§ EXERCISE DETAILS
Output the listing below verbatim, from its first line to its last.

◇ ◇ ◇ ◇ ◇

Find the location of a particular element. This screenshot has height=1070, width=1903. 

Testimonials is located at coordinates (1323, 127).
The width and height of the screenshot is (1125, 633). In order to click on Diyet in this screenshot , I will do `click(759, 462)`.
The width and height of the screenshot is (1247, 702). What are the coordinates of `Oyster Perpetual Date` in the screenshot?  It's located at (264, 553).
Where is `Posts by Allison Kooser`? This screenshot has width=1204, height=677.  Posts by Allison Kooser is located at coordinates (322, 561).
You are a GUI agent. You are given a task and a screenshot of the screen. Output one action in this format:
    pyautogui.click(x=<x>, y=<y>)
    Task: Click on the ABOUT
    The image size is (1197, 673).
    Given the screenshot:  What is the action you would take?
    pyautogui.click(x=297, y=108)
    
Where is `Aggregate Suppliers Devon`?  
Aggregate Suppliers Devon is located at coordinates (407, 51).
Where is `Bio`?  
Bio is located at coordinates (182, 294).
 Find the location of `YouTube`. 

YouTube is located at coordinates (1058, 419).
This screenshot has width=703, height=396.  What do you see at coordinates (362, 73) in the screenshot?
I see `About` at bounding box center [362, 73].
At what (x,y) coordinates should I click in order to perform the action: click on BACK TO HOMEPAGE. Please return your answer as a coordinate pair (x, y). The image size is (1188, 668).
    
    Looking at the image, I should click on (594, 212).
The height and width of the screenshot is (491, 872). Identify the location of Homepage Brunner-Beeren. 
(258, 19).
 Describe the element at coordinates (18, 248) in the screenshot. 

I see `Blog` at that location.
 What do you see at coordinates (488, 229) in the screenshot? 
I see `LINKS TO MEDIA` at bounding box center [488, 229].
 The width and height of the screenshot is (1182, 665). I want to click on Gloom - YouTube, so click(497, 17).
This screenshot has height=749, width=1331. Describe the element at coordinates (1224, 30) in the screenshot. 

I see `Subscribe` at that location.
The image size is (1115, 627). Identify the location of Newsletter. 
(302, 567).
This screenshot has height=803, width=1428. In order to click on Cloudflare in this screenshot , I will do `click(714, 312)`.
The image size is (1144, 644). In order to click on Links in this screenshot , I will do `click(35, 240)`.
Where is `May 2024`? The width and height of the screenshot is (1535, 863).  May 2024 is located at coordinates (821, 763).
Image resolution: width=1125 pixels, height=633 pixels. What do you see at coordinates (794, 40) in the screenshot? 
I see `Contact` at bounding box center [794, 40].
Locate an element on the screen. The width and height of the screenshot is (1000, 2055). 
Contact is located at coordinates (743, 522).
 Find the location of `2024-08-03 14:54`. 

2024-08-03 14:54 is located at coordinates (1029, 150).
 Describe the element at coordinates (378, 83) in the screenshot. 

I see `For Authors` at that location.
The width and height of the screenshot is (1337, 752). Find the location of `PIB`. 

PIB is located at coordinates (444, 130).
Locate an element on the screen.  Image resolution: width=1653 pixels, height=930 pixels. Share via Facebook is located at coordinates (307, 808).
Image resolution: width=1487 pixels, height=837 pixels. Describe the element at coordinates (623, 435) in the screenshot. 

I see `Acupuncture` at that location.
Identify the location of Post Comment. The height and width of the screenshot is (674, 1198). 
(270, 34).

◇ ◇ ◇ ◇ ◇

§ RESULT BELOW
Find the location of a particular element. This screenshot has height=1070, width=1903. 

Testimonials is located at coordinates (1323, 127).
The width and height of the screenshot is (1125, 633). In order to click on Diyet in this screenshot , I will do `click(759, 462)`.
The width and height of the screenshot is (1247, 702). What are the coordinates of `Oyster Perpetual Date` in the screenshot?  It's located at (264, 553).
Where is `Posts by Allison Kooser`? This screenshot has width=1204, height=677.  Posts by Allison Kooser is located at coordinates (322, 561).
You are a GUI agent. You are given a task and a screenshot of the screen. Output one action in this format:
    pyautogui.click(x=<x>, y=<y>)
    Task: Click on the ABOUT
    The image size is (1197, 673).
    Given the screenshot:  What is the action you would take?
    pyautogui.click(x=297, y=108)
    
Where is `Aggregate Suppliers Devon`?  
Aggregate Suppliers Devon is located at coordinates (407, 51).
Where is `Bio`?  
Bio is located at coordinates (182, 294).
 Find the location of `YouTube`. 

YouTube is located at coordinates (1058, 419).
This screenshot has width=703, height=396.  What do you see at coordinates (362, 73) in the screenshot?
I see `About` at bounding box center [362, 73].
At what (x,y) coordinates should I click in order to perform the action: click on BACK TO HOMEPAGE. Please return your answer as a coordinate pair (x, y). The image size is (1188, 668).
    
    Looking at the image, I should click on (594, 212).
The height and width of the screenshot is (491, 872). Identify the location of Homepage Brunner-Beeren. 
(258, 19).
 Describe the element at coordinates (18, 248) in the screenshot. 

I see `Blog` at that location.
 What do you see at coordinates (488, 229) in the screenshot? 
I see `LINKS TO MEDIA` at bounding box center [488, 229].
 The width and height of the screenshot is (1182, 665). I want to click on Gloom - YouTube, so click(497, 17).
This screenshot has height=749, width=1331. Describe the element at coordinates (1224, 30) in the screenshot. 

I see `Subscribe` at that location.
The image size is (1115, 627). Identify the location of Newsletter. 
(302, 567).
This screenshot has height=803, width=1428. In order to click on Cloudflare in this screenshot , I will do `click(714, 312)`.
The image size is (1144, 644). In order to click on Links in this screenshot , I will do `click(35, 240)`.
Where is `May 2024`? The width and height of the screenshot is (1535, 863).  May 2024 is located at coordinates (821, 763).
Image resolution: width=1125 pixels, height=633 pixels. What do you see at coordinates (794, 40) in the screenshot? 
I see `Contact` at bounding box center [794, 40].
Locate an element on the screen. The width and height of the screenshot is (1000, 2055). 
Contact is located at coordinates (743, 522).
 Find the location of `2024-08-03 14:54`. 

2024-08-03 14:54 is located at coordinates (1029, 150).
 Describe the element at coordinates (378, 83) in the screenshot. 

I see `For Authors` at that location.
The width and height of the screenshot is (1337, 752). Find the location of `PIB`. 

PIB is located at coordinates (444, 130).
Locate an element on the screen.  Image resolution: width=1653 pixels, height=930 pixels. Share via Facebook is located at coordinates (307, 808).
Image resolution: width=1487 pixels, height=837 pixels. Describe the element at coordinates (623, 435) in the screenshot. 

I see `Acupuncture` at that location.
Identify the location of Post Comment. The height and width of the screenshot is (674, 1198). 
(270, 34).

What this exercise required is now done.